My sister finally got tired of bending and finally broke, because the headphones allowed me to ignore her when it was most inconvenient to her. She decided to give me an ultimatum: I had to get another television or risk having this one thrown into a lake the next time I left the house. It did not have to be a new one – just one that did not require headphones. She was also getting tired of me keeping her up at night. My television was on its last legs. The gentle taps had given way to hearty blows as if the television was choking on something.

She suggested a large retail store that has is infamous for having a proclivity towards violence on Black Friday. I snickered at it because I pictured two grandmothers going at it over a pair of nylons. However, my eyes were soon opened. We got to the store at 7:30 p.m. I figured we were going to get some sort of ticket or wristband, go back to the car and sleep until 11:30 p.m., so we could go lineup prior to the midnight madness.

I was wrong. There were no tickets.
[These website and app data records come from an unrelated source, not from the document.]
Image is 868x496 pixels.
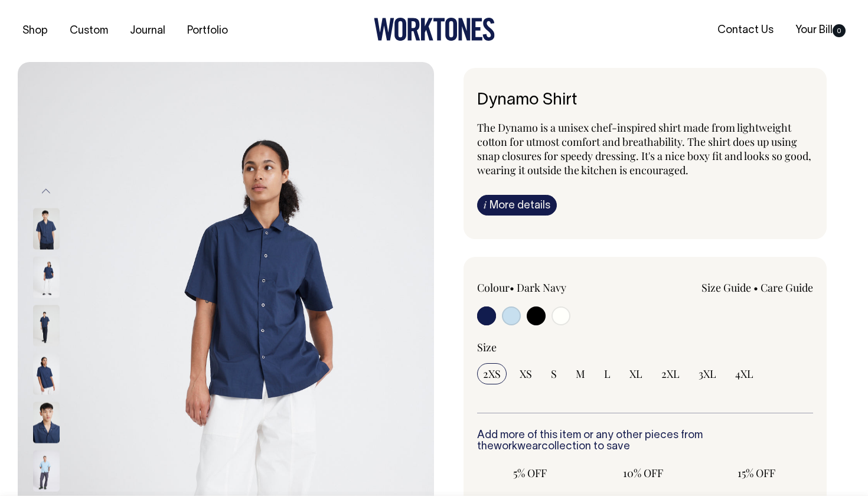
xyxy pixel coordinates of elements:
[699,367,716,381] span: 3XL
[477,120,811,177] span: The Dynamo is a unisex chef-inspired shirt made from lightweight cotton for utmost comfort and br...
[709,466,804,481] span: 15% OFF
[33,402,60,443] img: dark-navy
[630,367,642,381] span: XL
[33,208,60,249] img: dark-navy
[604,367,611,381] span: L
[570,363,592,385] input: M
[182,22,233,41] a: Portfolio
[126,22,170,41] a: Journal
[477,363,507,385] input: 2XS
[551,367,557,381] span: S
[791,21,851,40] a: Your Bill0
[661,367,680,381] span: 2XL
[704,463,809,484] input: 15% OFF
[477,341,813,354] div: Size
[33,353,60,395] img: dark-navy
[477,463,583,484] input: 5% OFF
[596,466,691,481] span: 10% OFF
[713,21,779,40] a: Contact Us
[623,363,649,385] input: XL
[656,363,686,385] input: 2XL
[494,442,542,452] a: workwear
[519,367,532,381] span: XS
[753,281,759,295] span: •
[693,363,723,385] input: 3XL
[546,363,563,385] input: S
[514,363,538,385] input: XS
[735,367,753,381] span: 4XL
[477,281,611,295] div: Colour
[33,304,60,346] img: dark-navy
[477,430,813,454] h6: Add more of this item or any other pieces from the collection to save
[477,91,813,110] h6: Dynamo Shirt
[483,466,577,481] span: 5% OFF
[598,363,617,385] input: L
[477,195,557,216] a: iMore details
[591,463,697,484] input: 10% OFF
[33,450,60,491] img: true-blue
[833,24,845,37] span: 0
[484,199,487,211] span: i
[576,367,585,381] span: M
[37,178,55,205] button: Previous
[65,22,113,41] a: Custom
[33,257,60,298] img: dark-navy
[517,281,566,295] label: Dark Navy
[483,367,500,381] span: 2XS
[761,281,813,295] a: Care Guide
[702,281,751,295] a: Size Guide
[18,22,52,41] a: Shop
[509,281,515,295] span: •
[730,363,760,385] input: 4XL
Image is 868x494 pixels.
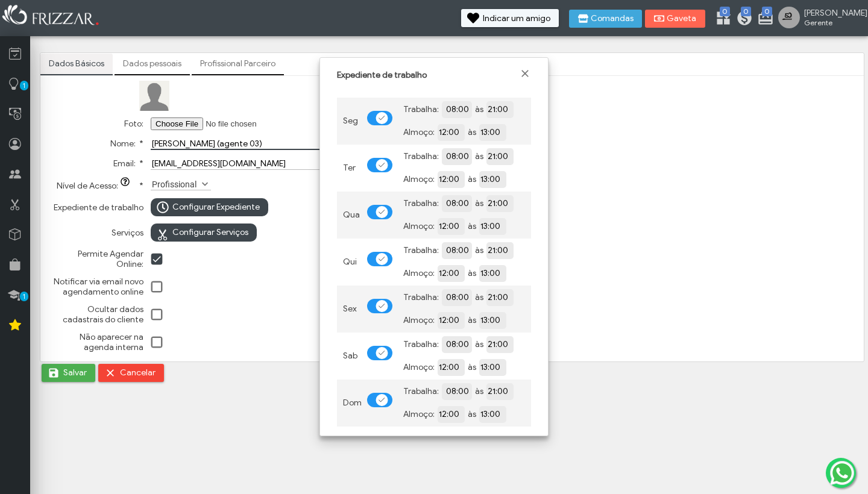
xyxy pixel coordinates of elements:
span: Configurar Expediente [172,198,260,216]
a: Fechar [519,68,531,79]
a: 0 [715,9,727,29]
label: Foto: [124,119,143,129]
td: Ter [337,144,361,192]
span: Almoço: [403,362,435,372]
span: 1 [20,81,28,90]
label: Nível de Acesso: [57,181,143,191]
span: Cancelar [120,364,155,382]
span: Configurar Serviços [172,223,249,242]
a: 0 [736,9,748,29]
span: Expediente de trabalho [337,70,426,80]
span: Trabalha: [403,104,439,115]
td: Dom [337,380,361,426]
button: Nível de Acesso:* [118,177,135,189]
span: [PERSON_NAME] [804,8,858,18]
span: Trabalha: [403,151,439,162]
label: Serviços [112,228,143,238]
button: Salvar [42,364,95,382]
button: Gaveta [645,9,705,28]
span: Trabalha: [403,292,439,303]
td: Qua [337,192,361,238]
label: Profissional [151,179,200,190]
span: Trabalha: [403,386,439,397]
span: Almoço: [403,268,435,278]
label: Não aparecer na agenda interna [53,332,143,353]
td: Qui [337,238,361,286]
label: Notificar via email novo agendamento online [53,277,143,297]
td: Sex [337,286,361,332]
a: [PERSON_NAME] Gerente [778,7,862,31]
span: 0 [720,7,730,16]
span: Trabalha: [403,198,439,209]
label: Email: [114,158,143,169]
td: Sab [337,332,361,380]
span: Almoço: [403,315,435,326]
span: Comandas [590,15,633,23]
span: 0 [762,7,772,16]
label: Ocultar dados cadastrais do cliente [53,304,143,325]
span: Trabalha: [403,339,439,350]
button: Cancelar [98,364,164,382]
span: Gerente [804,18,858,27]
span: 1 [20,291,28,302]
td: Seg [337,98,361,144]
a: Dados pessoais [115,54,190,74]
label: Expediente de trabalho [54,203,143,213]
span: Trabalha: [403,245,439,256]
button: Configurar Serviços [151,223,257,242]
label: Permite Agendar Online: [53,249,143,269]
span: Almoço: [403,221,435,232]
a: Profissional Parceiro [192,54,284,74]
img: whatsapp.png [828,459,857,488]
span: Indicar um amigo [483,15,550,23]
button: Configurar Expediente [151,198,268,216]
span: Gaveta [667,15,696,23]
label: Nome: [110,139,143,149]
button: Indicar um amigo [461,9,559,27]
span: Almoço: [403,174,435,184]
span: 0 [741,7,751,16]
a: Dados Básicos [40,54,113,74]
span: Almoço: [403,127,435,138]
a: 0 [757,9,769,29]
span: Salvar [63,364,87,382]
button: Comandas [569,9,642,28]
span: Almoço: [403,409,435,420]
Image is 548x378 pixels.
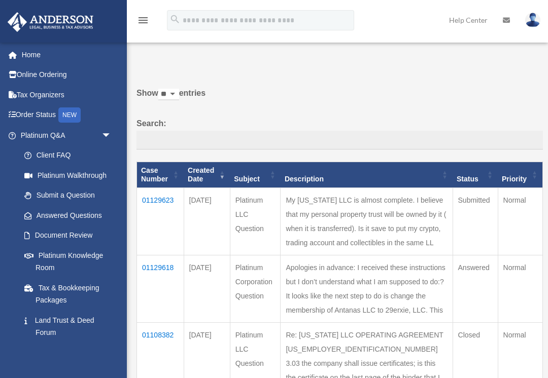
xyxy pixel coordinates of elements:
i: search [169,14,181,25]
td: Platinum Corporation Question [230,255,281,323]
a: Home [7,45,127,65]
a: Platinum Knowledge Room [14,246,122,278]
th: Subject: activate to sort column ascending [230,162,281,188]
div: NEW [58,108,81,123]
input: Search: [136,131,543,150]
th: Priority: activate to sort column ascending [498,162,542,188]
a: Client FAQ [14,146,122,166]
span: arrow_drop_down [101,125,122,146]
label: Show entries [136,86,543,111]
a: Order StatusNEW [7,105,127,126]
a: Document Review [14,226,122,246]
td: Submitted [452,188,498,255]
td: Platinum LLC Question [230,188,281,255]
a: Platinum Walkthrough [14,165,122,186]
a: Online Ordering [7,65,127,85]
i: menu [137,14,149,26]
td: [DATE] [184,188,230,255]
td: 01129618 [137,255,184,323]
label: Search: [136,117,543,150]
th: Created Date: activate to sort column ascending [184,162,230,188]
a: Land Trust & Deed Forum [14,310,122,343]
th: Case Number: activate to sort column ascending [137,162,184,188]
td: [DATE] [184,255,230,323]
select: Showentries [158,89,179,100]
img: User Pic [525,13,540,27]
a: menu [137,18,149,26]
a: Submit a Question [14,186,122,206]
a: Portal Feedback [14,343,122,363]
td: Normal [498,255,542,323]
a: Answered Questions [14,205,117,226]
td: Answered [452,255,498,323]
td: Apologies in advance: I received these instructions but I don’t understand what I am supposed to ... [281,255,452,323]
a: Tax & Bookkeeping Packages [14,278,122,310]
th: Status: activate to sort column ascending [452,162,498,188]
td: My [US_STATE] LLC is almost complete. I believe that my personal property trust will be owned by ... [281,188,452,255]
img: Anderson Advisors Platinum Portal [5,12,96,32]
a: Tax Organizers [7,85,127,105]
td: 01129623 [137,188,184,255]
a: Platinum Q&Aarrow_drop_down [7,125,122,146]
th: Description: activate to sort column ascending [281,162,452,188]
td: Normal [498,188,542,255]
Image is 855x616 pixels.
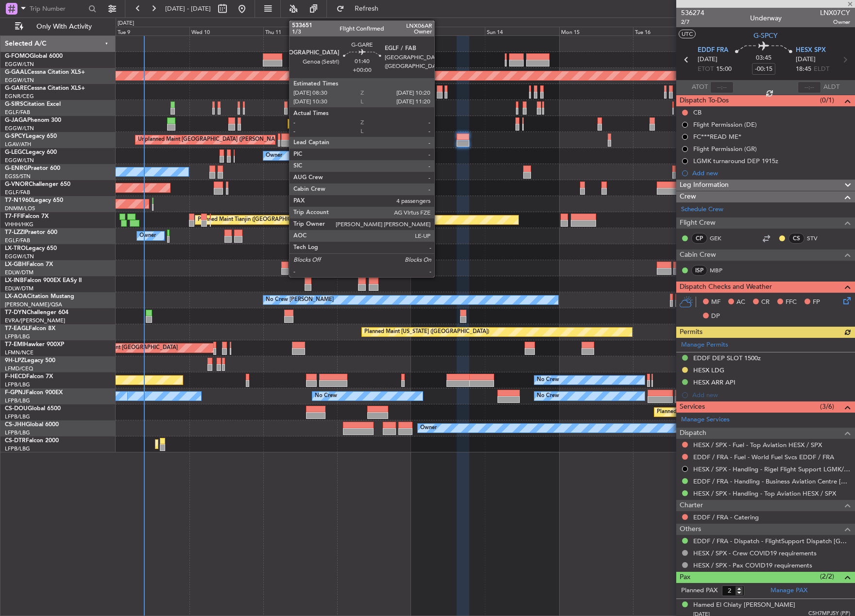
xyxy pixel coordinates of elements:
[698,64,713,74] span: ETOT
[5,181,29,188] span: G-VNOR
[5,262,53,267] a: LX-GBHFalcon 7X
[139,229,156,243] div: Owner
[786,297,797,308] span: FFC
[5,229,57,235] a: T7-LZZIPraetor 600
[693,108,701,117] div: CB
[681,586,717,596] label: Planned PAX
[5,118,27,123] span: G-JAGA
[5,188,30,196] a: EGLF/FAB
[5,310,68,316] a: T7-DYNChallenger 604
[315,389,337,403] div: No Crew
[679,523,701,535] span: Others
[5,246,57,251] a: LX-TROLegacy 650
[197,213,311,227] div: Planned Maint Tianjin ([GEOGRAPHIC_DATA])
[118,19,134,27] div: [DATE]
[5,197,63,204] a: T7-N1960Legacy 650
[691,82,708,93] span: ATOT
[5,109,30,116] a: EGLF/FAB
[5,93,34,100] a: EGNR/CEG
[5,166,27,172] span: G-ENRG
[750,13,782,23] div: Underway
[693,549,816,557] a: HESX / SPX - Crew COVID19 requirements
[812,297,820,308] span: FP
[681,8,704,18] span: 536274
[364,325,489,339] div: Planned Maint [US_STATE] ([GEOGRAPHIC_DATA])
[5,221,34,228] a: VHHH/HKG
[5,262,27,267] span: LX-GBH
[5,157,34,164] a: EGGW/LTN
[5,374,53,379] a: F-HECDFalcon 7X
[795,46,826,56] span: HESX SPX
[5,134,26,139] span: G-SPCY
[770,586,807,596] a: Manage PAX
[693,561,812,569] a: HESX / SPX - Pax COVID19 requirements
[5,60,34,68] a: EGGW/LTN
[698,55,717,64] span: [DATE]
[5,438,26,444] span: CS-DTR
[485,27,558,35] div: Sun 14
[30,2,85,16] input: Trip Number
[293,52,446,67] div: Planned Maint [GEOGRAPHIC_DATA] ([GEOGRAPHIC_DATA])
[693,440,822,449] a: HESX / SPX - Fuel - Top Aviation HESX / SPX
[679,217,716,229] span: Flight Crew
[5,150,57,155] a: G-LEGCLegacy 600
[795,64,811,74] span: 18:45
[5,166,60,172] a: G-ENRGPraetor 600
[679,572,691,583] span: Pax
[138,133,295,147] div: Unplanned Maint [GEOGRAPHIC_DATA] ([PERSON_NAME] Intl)
[5,76,34,84] a: EGGW/LTN
[698,46,728,56] span: EDDF FRA
[337,27,411,35] div: Fri 12
[5,197,32,204] span: T7-N1960
[5,125,34,132] a: EGGW/LTN
[5,374,27,379] span: F-HECD
[347,6,387,12] span: Refresh
[633,27,707,35] div: Tue 16
[693,453,834,461] a: EDDF / FRA - Fuel - World Fuel Svcs EDDF / FRA
[5,246,26,251] span: LX-TRO
[820,401,834,411] span: (3/6)
[5,141,31,148] a: LGAV/ATH
[824,82,840,93] span: ALDT
[559,27,633,35] div: Mon 15
[693,537,850,545] a: EDDF / FRA - Dispatch - FlightSupport Dispatch [GEOGRAPHIC_DATA]
[264,27,337,35] div: Thu 11
[5,301,62,308] a: [PERSON_NAME]/QSA
[5,269,34,276] a: EDLW/DTM
[290,117,443,131] div: Planned Maint [GEOGRAPHIC_DATA] ([GEOGRAPHIC_DATA])
[5,101,23,107] span: G-SIRS
[814,64,829,74] span: ELDT
[85,341,178,355] div: Planned Maint [GEOGRAPHIC_DATA]
[693,513,759,521] a: EDDF / FRA - Catering
[5,85,27,91] span: G-GARE
[711,312,720,321] span: DP
[657,405,810,420] div: Planned Maint [GEOGRAPHIC_DATA] ([GEOGRAPHIC_DATA])
[5,422,59,428] a: CS-JHHGlobal 6000
[795,55,816,64] span: [DATE]
[5,413,30,420] a: LFPB/LBG
[266,292,334,308] div: No Crew [PERSON_NAME]
[5,294,74,300] a: LX-AOACitation Mustang
[5,278,24,283] span: LX-INB
[115,27,189,35] div: Tue 9
[5,358,56,363] a: 9H-LPZLegacy 500
[679,180,728,191] span: Leg Information
[753,31,778,41] span: G-SPCY
[5,429,30,436] a: LFPB/LBG
[5,294,27,300] span: LX-AOA
[5,53,30,60] span: G-FOMO
[165,4,211,13] span: [DATE] - [DATE]
[693,478,850,486] a: EDDF / FRA - Handling - Business Aviation Centre [GEOGRAPHIC_DATA] ([PERSON_NAME] Avn) EDDF / FRA
[5,390,26,395] span: F-GPNJ
[693,465,850,473] a: HESX / SPX - Handling - Rigel Flight Support LGMK/JMK
[5,213,48,219] a: T7-FFIFalcon 7X
[5,333,30,341] a: LFPB/LBG
[5,229,25,235] span: T7-LZZI
[681,18,704,27] span: 2/7
[820,8,850,18] span: LNX07CY
[5,69,85,75] a: G-GAALCessna Citation XLS+
[692,169,850,177] div: Add new
[10,19,106,35] button: Only With Activity
[5,325,56,332] a: T7-EAGLFalcon 8X
[693,120,757,129] div: Flight Permission (DE)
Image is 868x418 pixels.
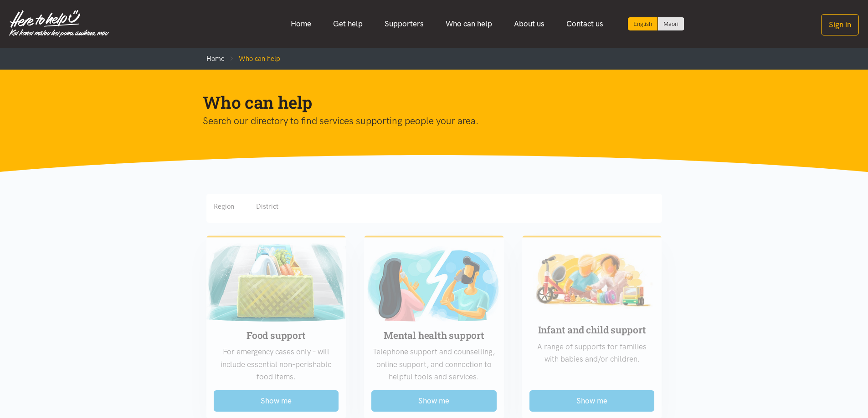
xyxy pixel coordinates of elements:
[9,10,109,37] img: Home
[374,14,434,34] a: Supporters
[203,91,652,113] h1: Who can help
[224,53,280,64] li: Who can help
[256,201,278,213] div: District
[658,18,684,30] a: Switch to Te Reo Māori
[214,201,234,213] div: Region
[821,14,859,35] button: Sign in
[434,14,504,34] a: Who can help
[203,113,652,128] p: Search our directory to find services supporting people your area.
[280,14,322,34] a: Home
[628,18,658,30] div: Current language
[628,18,684,30] div: Language toggle
[207,55,224,63] a: Home
[504,14,556,34] a: About us
[556,14,614,34] a: Contact us
[322,14,374,34] a: Get help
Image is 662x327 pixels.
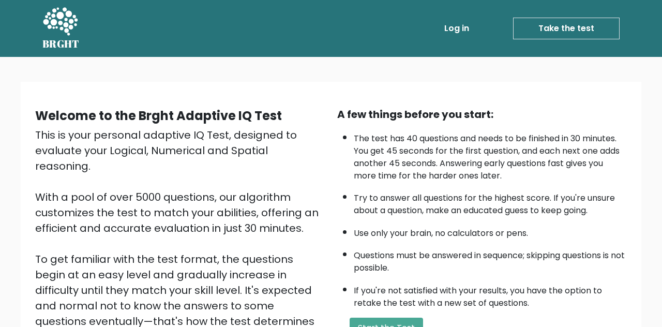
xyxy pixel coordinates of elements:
li: Use only your brain, no calculators or pens. [354,222,627,239]
a: BRGHT [42,4,80,53]
li: The test has 40 questions and needs to be finished in 30 minutes. You get 45 seconds for the firs... [354,127,627,182]
li: If you're not satisfied with your results, you have the option to retake the test with a new set ... [354,279,627,309]
a: Log in [440,18,473,39]
a: Take the test [513,18,620,39]
li: Try to answer all questions for the highest score. If you're unsure about a question, make an edu... [354,187,627,217]
li: Questions must be answered in sequence; skipping questions is not possible. [354,244,627,274]
b: Welcome to the Brght Adaptive IQ Test [35,107,282,124]
h5: BRGHT [42,38,80,50]
div: A few things before you start: [337,107,627,122]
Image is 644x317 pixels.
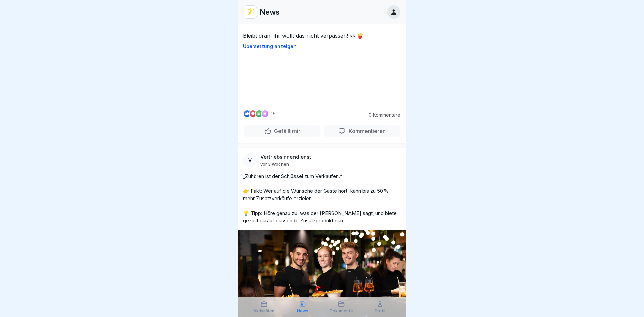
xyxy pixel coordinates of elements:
p: „Zuhören ist der Schlüssel zum Verkaufen.“ 👉 Fakt: Wer auf die Wünsche der Gäste hört, kann bis z... [243,173,401,225]
p: Dokumente [330,309,353,314]
p: News [297,309,308,314]
img: vd4jgc378hxa8p7qw0fvrl7x.png [244,6,256,18]
div: V [243,153,257,167]
p: Aktivitäten [253,309,274,314]
p: Gefällt mir [271,128,300,135]
p: Vertriebsinnendienst [260,154,311,160]
p: Übersetzung anzeigen [243,44,401,49]
p: vor 3 Wochen [260,162,289,167]
p: Kommentieren [346,128,386,135]
p: 0 Kommentare [363,113,400,118]
p: 16 [271,111,276,117]
p: News [260,8,280,16]
p: Profil [375,309,385,314]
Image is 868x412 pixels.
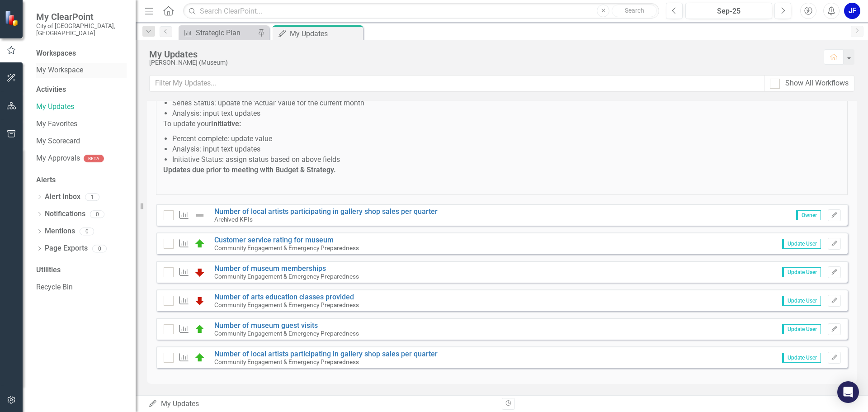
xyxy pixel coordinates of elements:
[625,7,644,14] span: Search
[36,65,126,76] a: My Workspace
[172,108,840,119] li: Analysis: input text updates
[786,79,849,89] div: Show All Workflows
[36,119,126,129] a: My Favorites
[782,325,821,334] span: Update User
[79,227,94,236] div: 0
[782,239,821,249] span: Update User
[36,11,126,22] span: My ClearPoint
[36,265,126,275] div: Utilities
[84,155,104,162] div: BETA
[194,210,206,221] img: Not Defined
[215,216,253,223] small: Archived KPIs
[45,191,81,202] a: Alert Inbox
[215,292,354,301] a: Number of arts education classes provided
[686,3,772,19] button: Sep-25
[211,120,241,128] strong: Initiative:
[215,245,359,251] small: Community Engagement & Emergency Preparedness
[844,3,861,19] button: JF
[36,153,80,164] a: My Approvals
[45,243,87,253] a: Page Exports
[92,245,107,252] div: 0
[172,98,840,108] li: Series Status: update the 'Actual' value for the current month
[782,353,821,363] span: Update User
[215,301,359,308] small: Community Engagement & Emergency Preparedness
[215,321,318,330] a: Number of museum guest visits
[36,102,126,112] a: My Updates
[837,381,859,403] div: Open Intercom Messenger
[150,49,815,59] div: My Updates
[215,330,359,337] small: Community Engagement & Emergency Preparedness
[689,6,769,16] div: Sep-25
[215,350,437,358] a: Number of local artists participating in gallery shop sales per quarter
[150,59,815,66] div: [PERSON_NAME] (Museum)
[4,10,20,26] img: ClearPoint Strategy
[196,27,256,38] div: Strategic Plan
[796,210,821,221] span: Owner
[194,324,206,335] img: On Target
[194,295,206,306] img: Below Plan
[215,207,437,216] a: Number of local artists participating in gallery shop sales per quarter
[36,136,126,147] a: My Scorecard
[163,119,840,129] p: To update your
[181,27,256,38] a: Strategic Plan
[45,226,75,236] a: Mentions
[172,155,840,165] li: Initiative Status: assign status based on above fields
[172,134,840,144] li: Percent complete: update value
[194,267,206,277] img: Below Plan
[782,296,821,306] span: Update User
[612,4,657,17] button: Search
[45,209,85,219] a: Notifications
[290,28,361,40] div: My Updates
[194,352,206,363] img: On Target
[782,267,821,277] span: Update User
[150,75,765,92] input: Filter My Updates...
[90,210,105,218] div: 0
[183,3,659,19] input: Search ClearPoint...
[215,236,333,245] a: Customer service rating for museum
[36,49,76,59] div: Workspaces
[36,175,126,185] div: Alerts
[85,193,99,201] div: 1
[194,239,206,249] img: On Target
[36,282,126,292] a: Recycle Bin
[148,399,495,409] div: My Updates
[36,22,126,37] small: City of [GEOGRAPHIC_DATA], [GEOGRAPHIC_DATA]
[215,273,359,280] small: Community Engagement & Emergency Preparedness
[215,358,359,366] small: Community Engagement & Emergency Preparedness
[215,264,326,273] a: Number of museum memberships
[163,165,336,174] strong: Updates due prior to meeting with Budget & Strategy.
[36,84,126,95] div: Activities
[172,144,840,155] li: Analysis: input text updates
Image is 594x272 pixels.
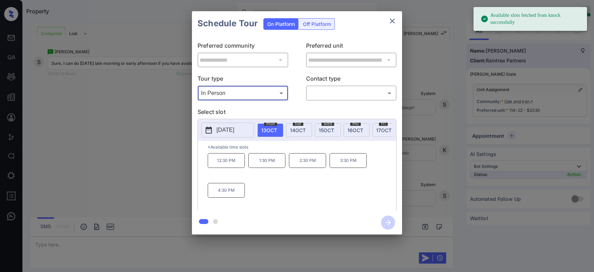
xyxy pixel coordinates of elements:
h2: Schedule Tour [192,11,263,36]
p: Contact type [306,74,397,85]
span: 16 OCT [347,127,363,133]
span: wed [322,122,334,126]
div: date-select [286,123,312,137]
p: 1:30 PM [248,153,285,168]
p: Preferred unit [306,41,397,53]
span: 17 OCT [376,127,392,133]
p: 2:30 PM [289,153,326,168]
p: 4:30 PM [208,183,245,198]
p: Select slot [198,108,397,119]
span: mon [264,122,277,126]
div: In Person [199,87,287,99]
div: date-select [315,123,341,137]
div: Available slots fetched from knock successfully [481,9,581,29]
p: [DATE] [216,126,234,134]
p: Preferred community [198,41,288,53]
span: thu [350,122,361,126]
div: Off Platform [299,19,335,29]
span: fri [379,122,388,126]
p: Tour type [198,74,288,85]
div: date-select [257,123,283,137]
div: date-select [344,123,370,137]
span: 14 OCT [290,127,306,133]
p: 12:30 PM [208,153,245,168]
span: 15 OCT [319,127,334,133]
div: On Platform [264,19,298,29]
div: date-select [372,123,398,137]
button: close [385,14,399,28]
span: tue [293,122,303,126]
span: 13 OCT [261,127,277,133]
p: *Available time slots [208,141,396,153]
button: [DATE] [201,123,254,137]
p: 3:30 PM [330,153,367,168]
button: btn-next [377,213,399,232]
There were no wristbands. There was only waiting in a line that stretched, snaked and rerouted itself. This would be my new home for the next four, or so, hours. People were in ridiculous lines in order to buy $3 waffle makers and $50 DVD players.

Black Friday is no joke. In fact, if hell has a waiting room it is probably located in the City of Industry, California during the waning hours of Thanksgiving. I will be the first to admit. Any of you who were in bed on Friday at midnight, are officially smarter than me.

I saw fights break out over Elmo pajamas. I saw grown women gouge each other’s faces and eyes over stuffed animals. The employees allowed everything to happen and only called security after the dust had settled and there was a spill of bones and sinew that needed cleaning. At the store where I was, the EMTs had to be called in after a little boy had been trampled and rumored to have broken a leg.

So the aisle I was in did what came natural. We converted to mob rule. We blocked off our aisle with our shopping carts in homage to a Spartan defensive phalanx. Then we banded together and repatriated any intruder back to hardware. A young man who was there with his brother named Ian, christened himself the store detective and successfully closed off any passage way to our aisle. I did not know this at the time, but these televisions were the most coveted sales item of the year and only 75 were available.

In the end, I got my television, only to go wait in order to be in line. After that was over I got in line in order to wait. This will be my last Black Friday – until the next one of course.  The scariest part is that I discovered a part of me that understood how and why a small child can get injured when he or she is swept up in the mass hysteria that comes with consumerism.  Limbs will heal, but $3 waffle makers are hard to come by.